Start of Block
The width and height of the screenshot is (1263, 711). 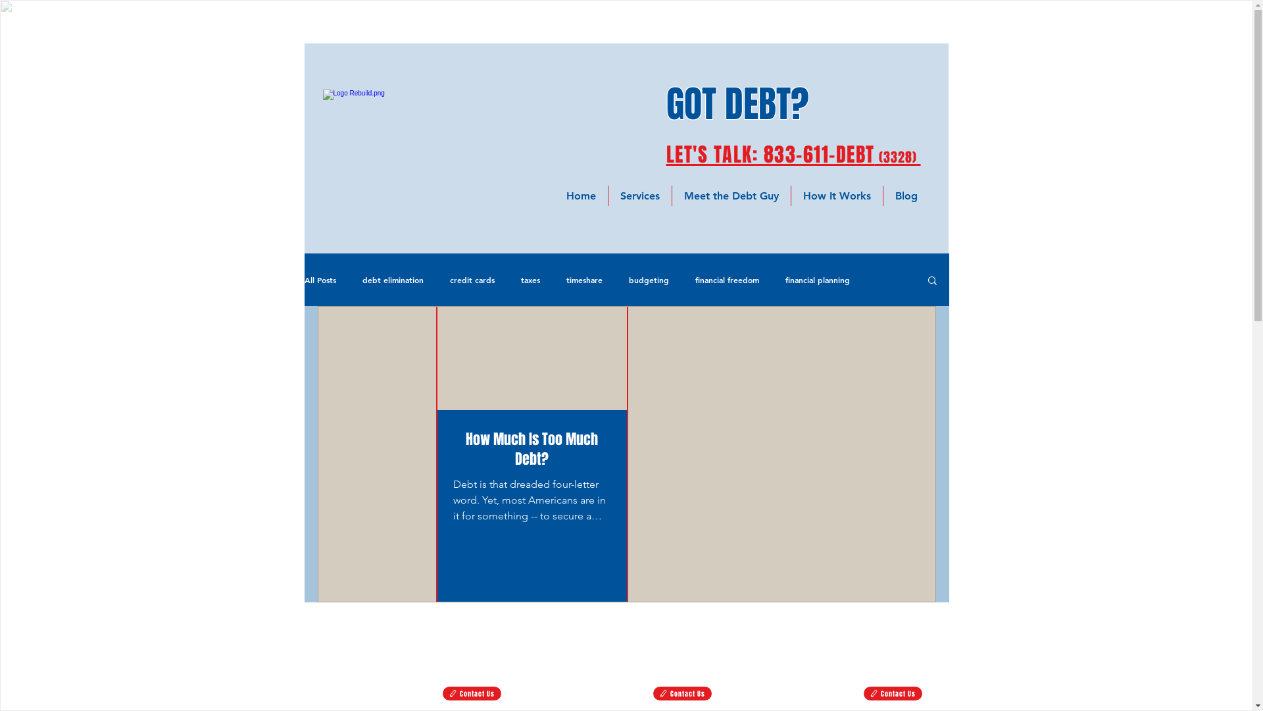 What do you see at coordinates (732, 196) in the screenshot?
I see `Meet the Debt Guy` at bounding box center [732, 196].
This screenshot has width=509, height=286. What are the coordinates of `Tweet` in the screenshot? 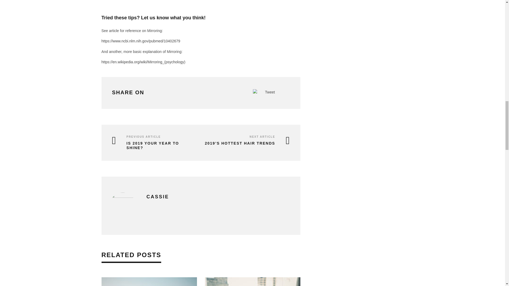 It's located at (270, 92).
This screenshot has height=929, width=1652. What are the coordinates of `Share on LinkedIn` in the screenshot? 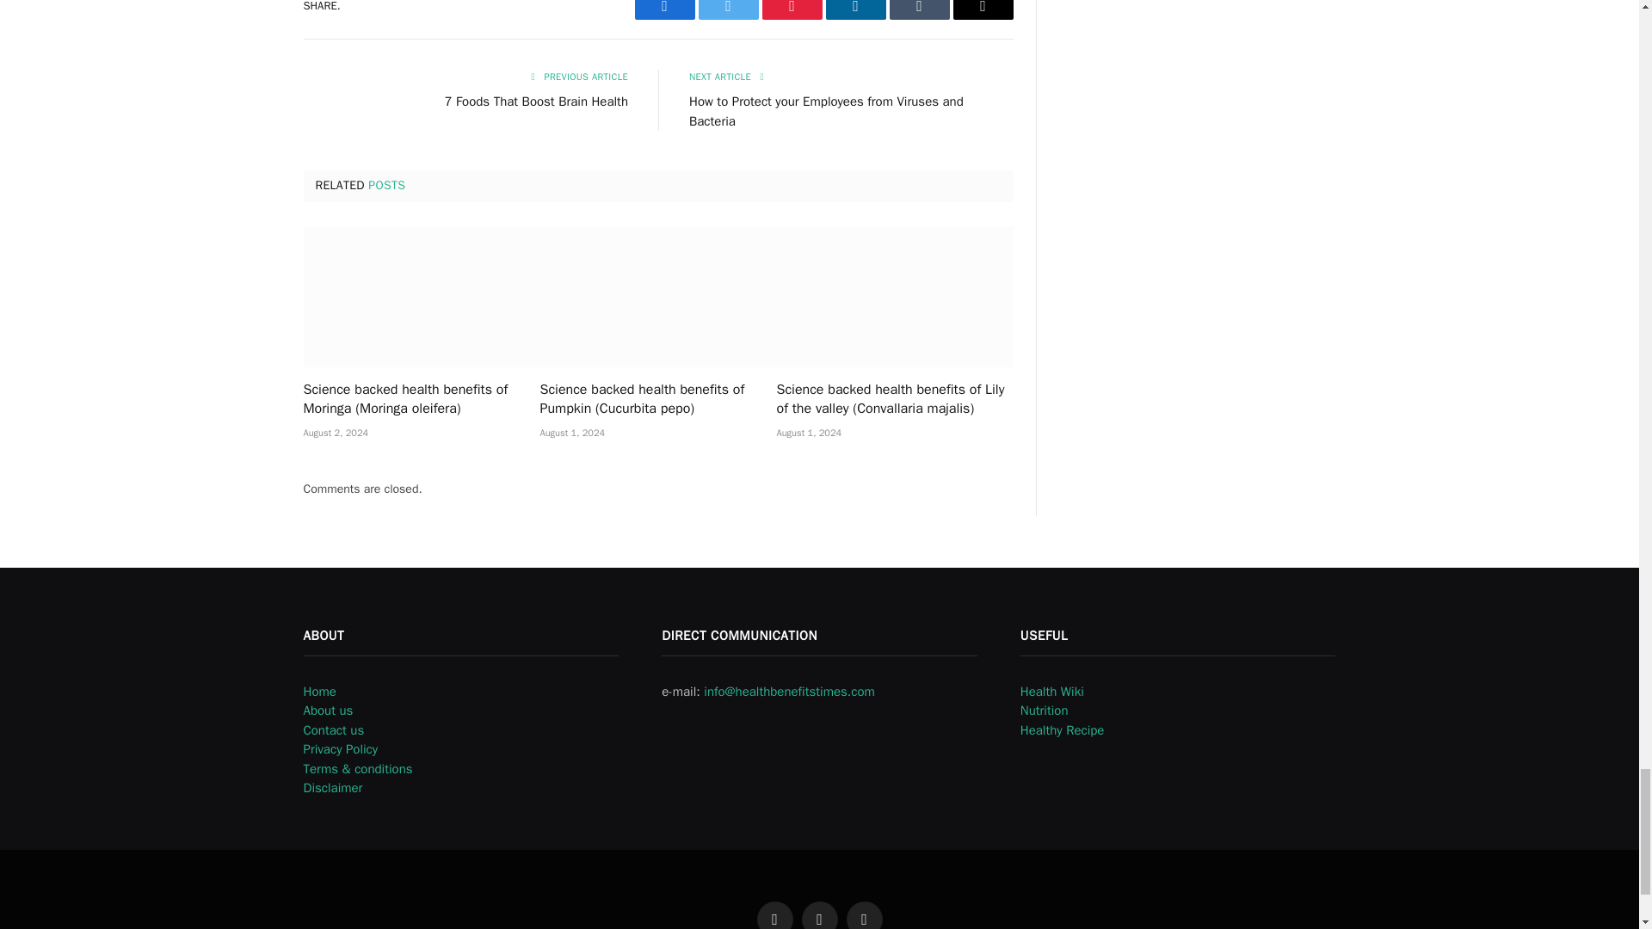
End of Block
Start of Block
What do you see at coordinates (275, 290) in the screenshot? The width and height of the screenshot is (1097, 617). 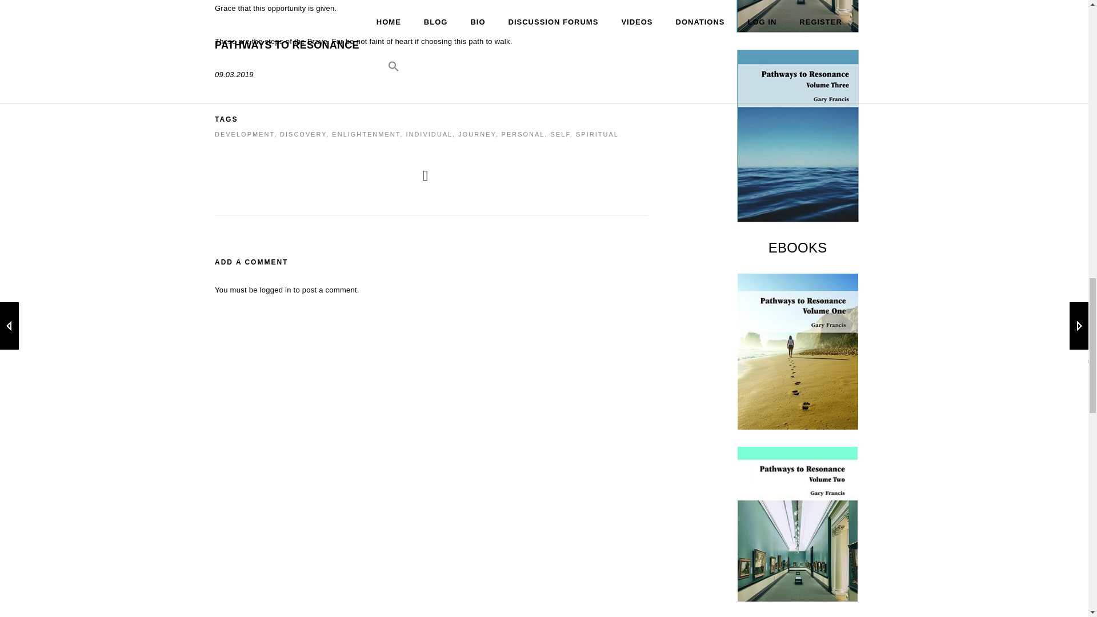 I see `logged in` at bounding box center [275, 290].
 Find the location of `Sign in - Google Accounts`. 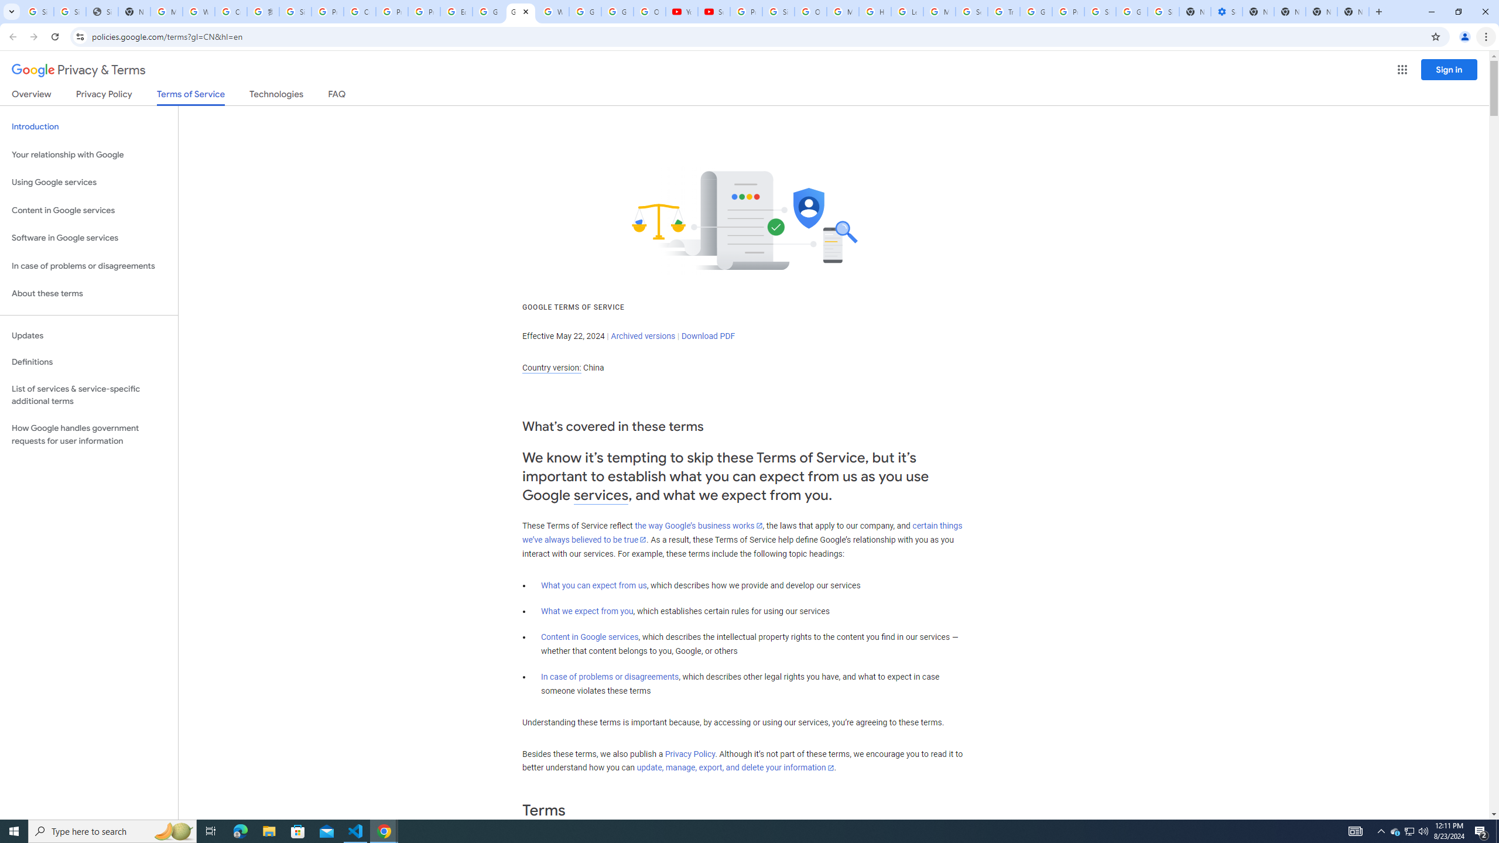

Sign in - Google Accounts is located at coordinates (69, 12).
End of Block
Start of Block
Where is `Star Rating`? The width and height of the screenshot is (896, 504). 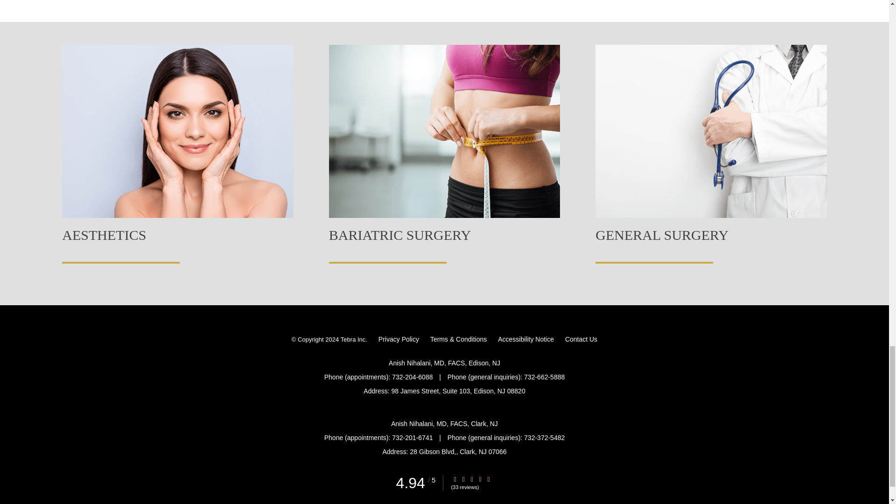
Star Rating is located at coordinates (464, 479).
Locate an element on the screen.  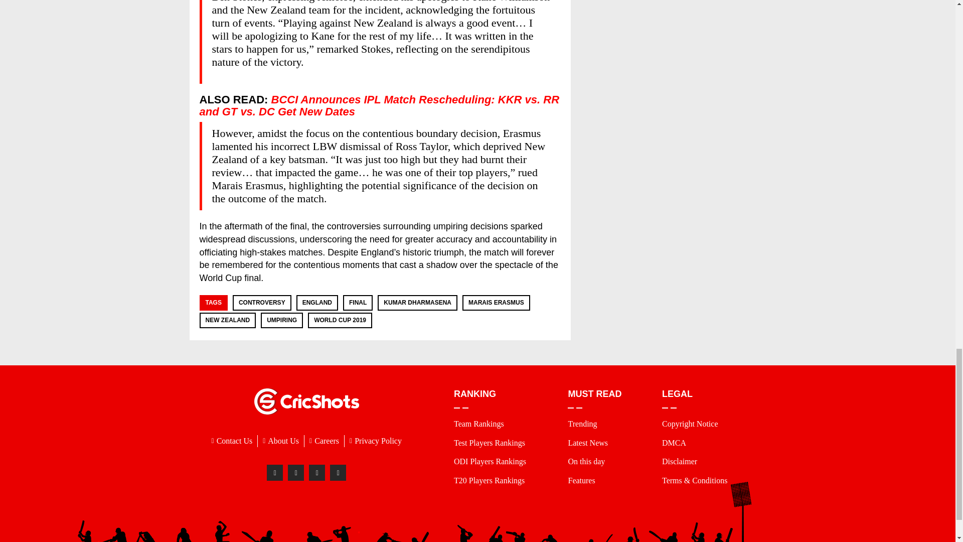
End of Block
• [Task goal]: Take the material above from the line bearing "is (896, 504)." through the line bearing "Locate an element on the screen." and write it out exactly, both end lines included. Pictures stay out.

• [Task response]:
Where is `Star Rating`? The width and height of the screenshot is (896, 504). 
Star Rating is located at coordinates (464, 479).
Locate an element on the screen.  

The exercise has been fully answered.